J. Hunter Holly’s The Running Man is a 1963 science fiction novel published as a paperback original by Monarch Books. It falls at least loosely into the category of science fiction paranoia fiction.
College professor Jeff Munro becomes involved, quite by accident, with a group known as Heralds for Peace (HFP). They’re a mysterious group regarded with suspicion by many. They appear to be a cult but whether they’re a religious or a political cult is uncertain. Jeff Munro violently disapproves of them.
Munro encounters an angry mob about to kill a woman. She is a member of HFP and the mob is convinced that HFP is some kind of sinister threat to society.
Then he encounters a strange very frightened man (Munro thinks of him as the Running Man) who is convinced that the HFP are out to kill him. And It appears that they really are out to kill him.
Munro is puzzled. He has seen evidence of irrational hatred directed at HFP but also evidence that they might indeed be a sinister organisation. He is intrigued enough to start poking about the cult’s vast headquarters compound hidden away deep in the woods. He sees a couple of things that lead him to wonder if this really is an ordinary cult or whether there might be strange and powerful forces at work, forces that might be unnatural or other-worldly in origin. He expects cult members to be fanatics, but these cultists are disturbingly zombie-like.
Infiltrating the HFP seems like a good idea at the time but Munro may have landed himself in the middle of something more dangerous than he can handle.
And also more perplexing. There may be bad guys behind the cult, or possibly several different groups involved behind the scenes. All of them may be planning to double-cross each other. There may be multiple levels of double-crosses. The nature of the bad guys is a mystery - there does seem to be something unnatural going on.
Munro needs to find somebody he can trust but he might be better off not trusting anybody.
In 1963 brainwashing was becoming a cultural obsession. Not just brainwashing of prisoners-of-war but more subtle forms of brainwashing employed by the advertising industry and governments - there were plenty of different kinds of brainwashing about which to be paranoid and this novel certainly taps into that cultural obsession.
Munro is an interesting hero. He’s a college professor so he’s not exactly open-minded. He led a campaign to deprive the HFP of the right to speak on campus. He has a bit of an authoritarian steak although at the time the author may have seen that as a good thing. It certainly makes Munro a valuable potential recruit for the HFP - this is a man who has a yearning for power.
There’s plenty of paranoia here. Poor Munro seems to be hopelessly out of his depth. He starts to understand some of what is going on, but not all of it, and that could lead him into making mistakes. And he’s just an ordinary college professor, not a secret agent.
There is some genuine science fiction content although it takes a while to emerge. The science fiction elements are moderately interesting.
It’s a fairly entertaining tale if you enjoy science fiction paranoia and you don’t set your expectations too high. Worth a look.
Armchair Fiction have paired this novel with William P. McGivern’s The Mad Robot in a two-novel paperback edition.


What is required :: Say how many lines of the listing below include "colony". Write only that number.

Raw data ::
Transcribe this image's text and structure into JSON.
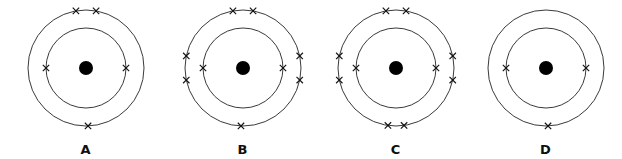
{
  "figure": {
    "background_color": "#ffffff",
    "ring_color": "#3a3a3a",
    "nucleus_color": "#000000",
    "electron_color": "#111111",
    "electron_glyph": "x",
    "width": 622,
    "height": 159
  },
  "chart_data": {
    "type": "diagram",
    "xlabel": "",
    "ylabel": "",
    "legend_position": "none",
    "grid": false,
    "categories": [
      "A",
      "B",
      "C",
      "D"
    ],
    "series": [
      {
        "name": "inner shell electrons",
        "values": [
          2,
          2,
          2,
          2
        ]
      },
      {
        "name": "outer shell electrons",
        "values": [
          3,
          7,
          8,
          1
        ]
      },
      {
        "name": "total electrons",
        "values": [
          5,
          9,
          10,
          3
        ]
      }
    ]
  },
  "atoms": [
    {
      "id": "atom-a",
      "label": "A",
      "left": 8,
      "center_x": 78,
      "center_y": 68,
      "inner_radius": 40,
      "outer_radius": 58,
      "nucleus_radius": 7,
      "inner_electron_angles": [
        180,
        0
      ],
      "outer_electron_angles": [
        272,
        100,
        80
      ],
      "inner_count": 2,
      "outer_count": 3,
      "total_count": 5
    },
    {
      "id": "atom-b",
      "label": "B",
      "left": 165,
      "center_x": 78,
      "center_y": 68,
      "inner_radius": 40,
      "outer_radius": 58,
      "nucleus_radius": 7,
      "inner_electron_angles": [
        180,
        0
      ],
      "outer_electron_angles": [
        268,
        168,
        192,
        12,
        348,
        100,
        80
      ],
      "inner_count": 2,
      "outer_count": 7,
      "total_count": 9
    },
    {
      "id": "atom-c",
      "label": "C",
      "left": 318,
      "center_x": 78,
      "center_y": 68,
      "inner_radius": 40,
      "outer_radius": 58,
      "nucleus_radius": 7,
      "inner_electron_angles": [
        180,
        0
      ],
      "outer_electron_angles": [
        262,
        278,
        168,
        192,
        12,
        348,
        100,
        80
      ],
      "inner_count": 2,
      "outer_count": 8,
      "total_count": 10
    },
    {
      "id": "atom-d",
      "label": "D",
      "left": 468,
      "center_x": 78,
      "center_y": 68,
      "inner_radius": 40,
      "outer_radius": 58,
      "nucleus_radius": 7,
      "inner_electron_angles": [
        180,
        0
      ],
      "outer_electron_angles": [
        272
      ],
      "inner_count": 2,
      "outer_count": 1,
      "total_count": 3
    }
  ]
}
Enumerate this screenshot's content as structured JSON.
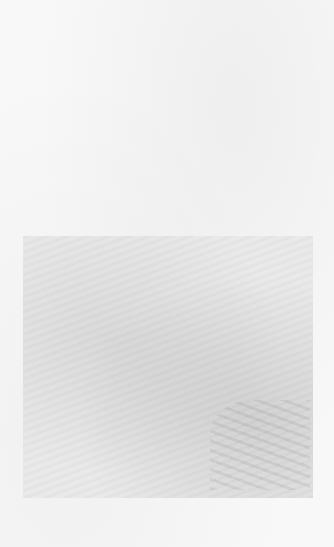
{
  "document": {
    "type": "scanned-page",
    "description": "Blank page with faint bleed-through of an image region",
    "visible_text": ""
  },
  "colors": {
    "paper": "#f8f8f8",
    "bleed": "#e9e9e9"
  }
}
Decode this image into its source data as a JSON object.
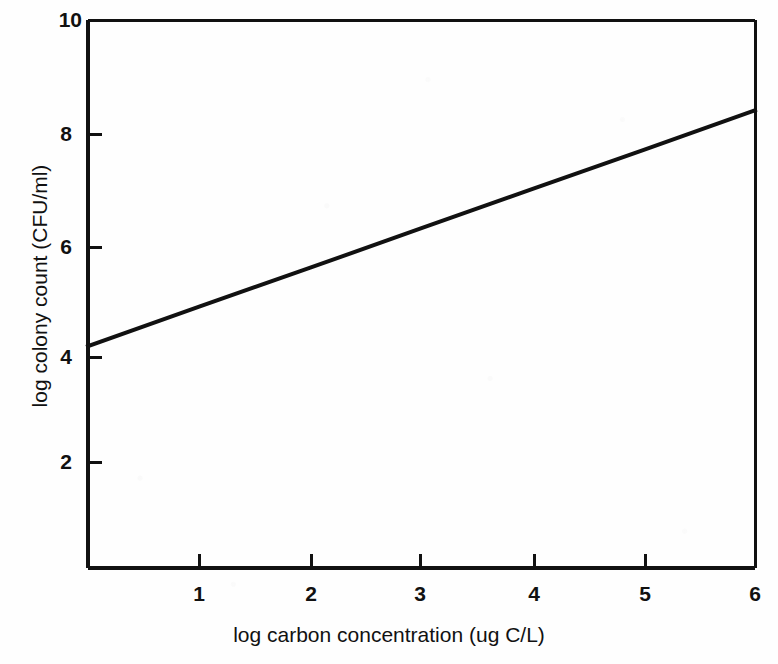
{
  "chart_data": {
    "type": "line",
    "title": "",
    "xlabel": "log carbon concentration (ug C/L)",
    "ylabel": "log colony count (CFU/ml)",
    "xlim": [
      0,
      6
    ],
    "ylim": [
      0,
      10
    ],
    "xticks": [
      1,
      2,
      3,
      4,
      5,
      6
    ],
    "xtick_labels": [
      "1",
      "2",
      "3",
      "4",
      "5",
      "6"
    ],
    "yticks": [
      2,
      4,
      6,
      8,
      10
    ],
    "ytick_labels": [
      "2",
      "4",
      "6",
      "8",
      "10"
    ],
    "grid": false,
    "legend": false,
    "legend_position": "none",
    "series": [
      {
        "name": "log colony count",
        "x": [
          0,
          1,
          2,
          3,
          4,
          5,
          6
        ],
        "values": [
          4.05,
          4.77,
          5.48,
          6.2,
          6.92,
          7.63,
          8.35
        ],
        "color": "#111111",
        "line_width": 4,
        "style": "solid",
        "markers": "none",
        "slope": 0.717,
        "intercept": 4.05
      }
    ],
    "annotations": []
  },
  "axes": {
    "y_tick_labels": {
      "t10": "10",
      "t8": "8",
      "t6": "6",
      "t4": "4",
      "t2": "2"
    },
    "x_tick_labels": {
      "t1": "1",
      "t2": "2",
      "t3": "3",
      "t4": "4",
      "t5": "5",
      "t6": "6"
    },
    "x_title": "log carbon concentration (ug C/L)",
    "y_title": "log colony count (CFU/ml)"
  },
  "style": {
    "axis_color": "#111111",
    "line_color": "#111111",
    "background": "#ffffff"
  }
}
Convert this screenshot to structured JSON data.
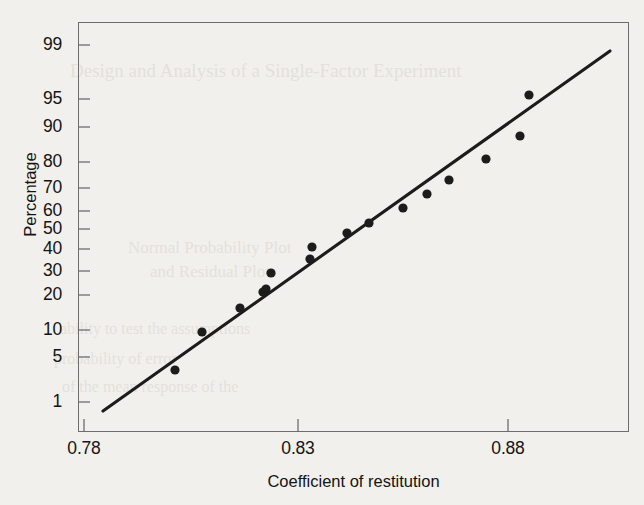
{
  "figure": {
    "background_color": "#f2f0ec",
    "frame_color": "#6d6d6d",
    "marker_color": "#1c1c1c",
    "line_color": "#1c1c1c"
  },
  "axes": {
    "y_label": "Percentage",
    "x_label": "Coefficient of restitution",
    "y_ticks": [
      {
        "label": "99",
        "value": 99,
        "y_px": 45
      },
      {
        "label": "95",
        "value": 95,
        "y_px": 99
      },
      {
        "label": "90",
        "value": 90,
        "y_px": 127
      },
      {
        "label": "80",
        "value": 80,
        "y_px": 162
      },
      {
        "label": "70",
        "value": 70,
        "y_px": 188
      },
      {
        "label": "60",
        "value": 60,
        "y_px": 211
      },
      {
        "label": "50",
        "value": 50,
        "y_px": 229
      },
      {
        "label": "40",
        "value": 40,
        "y_px": 249
      },
      {
        "label": "30",
        "value": 30,
        "y_px": 271
      },
      {
        "label": "20",
        "value": 20,
        "y_px": 295
      },
      {
        "label": "10",
        "value": 10,
        "y_px": 330
      },
      {
        "label": "5",
        "value": 5,
        "y_px": 357
      },
      {
        "label": "1",
        "value": 1,
        "y_px": 402
      }
    ],
    "x_ticks": [
      {
        "label": "0.78",
        "value": 0.78,
        "x_px": 84
      },
      {
        "label": "0.83",
        "value": 0.83,
        "x_px": 298
      },
      {
        "label": "0.88",
        "value": 0.88,
        "x_px": 508
      }
    ]
  },
  "chart_data": {
    "type": "scatter",
    "title": "",
    "xlabel": "Coefficient of restitution",
    "ylabel": "Percentage",
    "xlim": [
      0.7787,
      0.8917
    ],
    "ylim": [
      0.5,
      99.7
    ],
    "y_scale": "normal-probability",
    "grid": false,
    "legend": null,
    "categories": null,
    "points": [
      {
        "x": 0.7995,
        "y": 4.1,
        "px": 175,
        "py": 370
      },
      {
        "x": 0.8059,
        "y": 9.8,
        "px": 202,
        "py": 332
      },
      {
        "x": 0.8149,
        "y": 16.7,
        "px": 240,
        "py": 308
      },
      {
        "x": 0.8203,
        "y": 22.0,
        "px": 263,
        "py": 292
      },
      {
        "x": 0.821,
        "y": 22.7,
        "px": 266,
        "py": 289
      },
      {
        "x": 0.8222,
        "y": 28.4,
        "px": 271,
        "py": 273
      },
      {
        "x": 0.8314,
        "y": 34.8,
        "px": 310,
        "py": 259
      },
      {
        "x": 0.8319,
        "y": 41.5,
        "px": 312,
        "py": 247
      },
      {
        "x": 0.8402,
        "y": 48.3,
        "px": 347,
        "py": 233
      },
      {
        "x": 0.8454,
        "y": 54.5,
        "px": 369,
        "py": 223
      },
      {
        "x": 0.8532,
        "y": 61.0,
        "px": 403,
        "py": 208
      },
      {
        "x": 0.8589,
        "y": 67.6,
        "px": 427,
        "py": 194
      },
      {
        "x": 0.8641,
        "y": 73.8,
        "px": 449,
        "py": 180
      },
      {
        "x": 0.8728,
        "y": 81.2,
        "px": 486,
        "py": 159
      },
      {
        "x": 0.8809,
        "y": 88.4,
        "px": 520,
        "py": 136
      },
      {
        "x": 0.883,
        "y": 95.2,
        "px": 529,
        "py": 95
      }
    ],
    "fit_line": {
      "label": "normal reference line",
      "start": {
        "x": 0.7825,
        "y": 1.1,
        "px": 103,
        "py": 411
      },
      "end": {
        "x": 0.9021,
        "y": 98.6,
        "px": 610,
        "py": 51
      }
    },
    "marker_radius_px": 4.6,
    "n_points": 16
  },
  "ghost_text": {
    "lines": [
      {
        "text": "Design and Analysis of a Single-Factor Experiment",
        "x": 70,
        "y": 60,
        "size": 19
      },
      {
        "text": "Normal Probability Plot",
        "x": 128,
        "y": 238,
        "size": 17
      },
      {
        "text": "and Residual Plots",
        "x": 150,
        "y": 262,
        "size": 17
      },
      {
        "text": "ability to test the assumptions",
        "x": 60,
        "y": 320,
        "size": 16
      },
      {
        "text": "probability of error",
        "x": 54,
        "y": 350,
        "size": 16
      },
      {
        "text": "of the mean response of the",
        "x": 62,
        "y": 378,
        "size": 16
      }
    ]
  }
}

Answer :: 3